Building on the success of Adrenaline 2000, the first annual collection of the world's best adventure writing, Adrenaline 2001 continues to extend the Adrenaline brand with more gripping contemporary tales: Jeffrey Tayler (Facing the Congo) finds more than he bargained for on one of the Dark Continent's most dangerous waterways; Malika Oufkir and her siblings escape from a Morrocan jail after 15 years of wrongful imprisonment; Lynn Snowden Picket (Looking for a Fight) finds her own heart of darkness as an angry amateur boxer; Tom Clynes risks his own health to learn more about the Ebola virus, and Greg Child (Fear of Falling) encounters an unexpected challenge while climbing in Kyrgyzstan: terrorists. Like other Adrenaline titles, this one taps one of our greatest literary resources: exceptional human beings in extreme circumstances.
A pretty shitty book. Not only were the stories not very inspiring and oftentimes poorly written, but they weren’t actually short stories at all. They were excerpts from larger works, and I thought the editor did a really poor job: both at selecting the stories in the first place and at choosing which segments to include. There were some abrupt, out of nowhere endings which felt unfinished that I didn’t like at all. Wouldn’t recommend; there are tons of other adventure stories out there and many of them are better then these.
This book had some really awe-inspiring and heart-rending stories, but it also had some slightly boring stories right along with them. Overall, it was well worth the read because of the gems it contains....
Exciting thrilling short stories - a few even touched on deeper topics beyond the fear and faith of each encounter. I few stories in this collection were not as great yet as a whole it was a book I had a difficult time wanting to put down. Usually, at least had to finish the story I was on!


[WHAT THE TASK REQUIRES]
Each line of the listing where the string "cloud" appears is to be identified and copied.

[DATASET EXTRACT]
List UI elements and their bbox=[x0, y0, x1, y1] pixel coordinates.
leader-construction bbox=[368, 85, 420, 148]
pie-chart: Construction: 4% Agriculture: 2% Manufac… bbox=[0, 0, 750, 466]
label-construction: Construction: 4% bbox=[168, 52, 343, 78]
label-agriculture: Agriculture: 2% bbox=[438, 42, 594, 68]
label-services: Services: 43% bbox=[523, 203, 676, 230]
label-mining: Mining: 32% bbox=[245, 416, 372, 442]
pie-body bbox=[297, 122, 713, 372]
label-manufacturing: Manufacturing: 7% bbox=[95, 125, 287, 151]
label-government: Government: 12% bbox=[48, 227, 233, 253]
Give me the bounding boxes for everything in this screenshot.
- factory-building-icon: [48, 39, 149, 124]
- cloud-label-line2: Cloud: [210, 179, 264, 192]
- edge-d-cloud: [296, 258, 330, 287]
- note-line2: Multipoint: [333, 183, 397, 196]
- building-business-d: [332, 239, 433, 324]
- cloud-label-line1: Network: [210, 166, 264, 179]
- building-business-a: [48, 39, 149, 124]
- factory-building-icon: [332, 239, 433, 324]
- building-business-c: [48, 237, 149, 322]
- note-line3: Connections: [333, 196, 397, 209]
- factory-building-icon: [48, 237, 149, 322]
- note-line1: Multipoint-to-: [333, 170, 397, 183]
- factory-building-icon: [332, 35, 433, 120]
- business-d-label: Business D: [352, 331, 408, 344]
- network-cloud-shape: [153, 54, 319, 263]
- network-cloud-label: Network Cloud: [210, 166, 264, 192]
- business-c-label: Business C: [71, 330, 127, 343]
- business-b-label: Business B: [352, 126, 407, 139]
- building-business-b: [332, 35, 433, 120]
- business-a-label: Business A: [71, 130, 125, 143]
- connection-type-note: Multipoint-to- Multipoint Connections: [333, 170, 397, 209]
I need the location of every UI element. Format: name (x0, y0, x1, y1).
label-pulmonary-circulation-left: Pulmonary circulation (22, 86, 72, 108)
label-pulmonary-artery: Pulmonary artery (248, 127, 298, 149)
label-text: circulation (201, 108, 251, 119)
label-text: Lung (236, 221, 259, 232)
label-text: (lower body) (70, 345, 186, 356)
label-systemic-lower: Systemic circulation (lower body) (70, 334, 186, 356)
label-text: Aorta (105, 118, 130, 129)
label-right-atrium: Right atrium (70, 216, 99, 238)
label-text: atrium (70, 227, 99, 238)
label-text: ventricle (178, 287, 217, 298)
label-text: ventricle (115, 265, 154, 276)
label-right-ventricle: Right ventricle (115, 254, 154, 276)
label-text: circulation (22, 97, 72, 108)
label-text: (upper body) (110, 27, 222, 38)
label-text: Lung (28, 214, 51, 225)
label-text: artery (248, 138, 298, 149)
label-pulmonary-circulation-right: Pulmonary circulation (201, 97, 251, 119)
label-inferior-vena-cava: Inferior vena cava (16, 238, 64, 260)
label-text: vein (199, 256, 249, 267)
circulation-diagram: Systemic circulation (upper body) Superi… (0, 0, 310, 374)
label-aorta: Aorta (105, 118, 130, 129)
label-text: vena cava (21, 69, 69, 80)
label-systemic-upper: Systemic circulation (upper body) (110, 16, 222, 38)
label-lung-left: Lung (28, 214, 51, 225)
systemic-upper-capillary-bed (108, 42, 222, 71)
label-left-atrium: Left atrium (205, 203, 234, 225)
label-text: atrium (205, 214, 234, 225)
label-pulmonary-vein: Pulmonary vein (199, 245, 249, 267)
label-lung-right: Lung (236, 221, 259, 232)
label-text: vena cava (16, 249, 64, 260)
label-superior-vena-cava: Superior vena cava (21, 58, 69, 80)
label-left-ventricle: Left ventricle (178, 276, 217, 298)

[RESULT OF THE TASK]
- cloud-label-line2: Cloud: [210, 179, 264, 192]
- edge-d-cloud: [296, 258, 330, 287]
- cloud-label-line1: Network: [210, 166, 264, 179]
- network-cloud-shape: [153, 54, 319, 263]
- network-cloud-label: Network Cloud: [210, 166, 264, 192]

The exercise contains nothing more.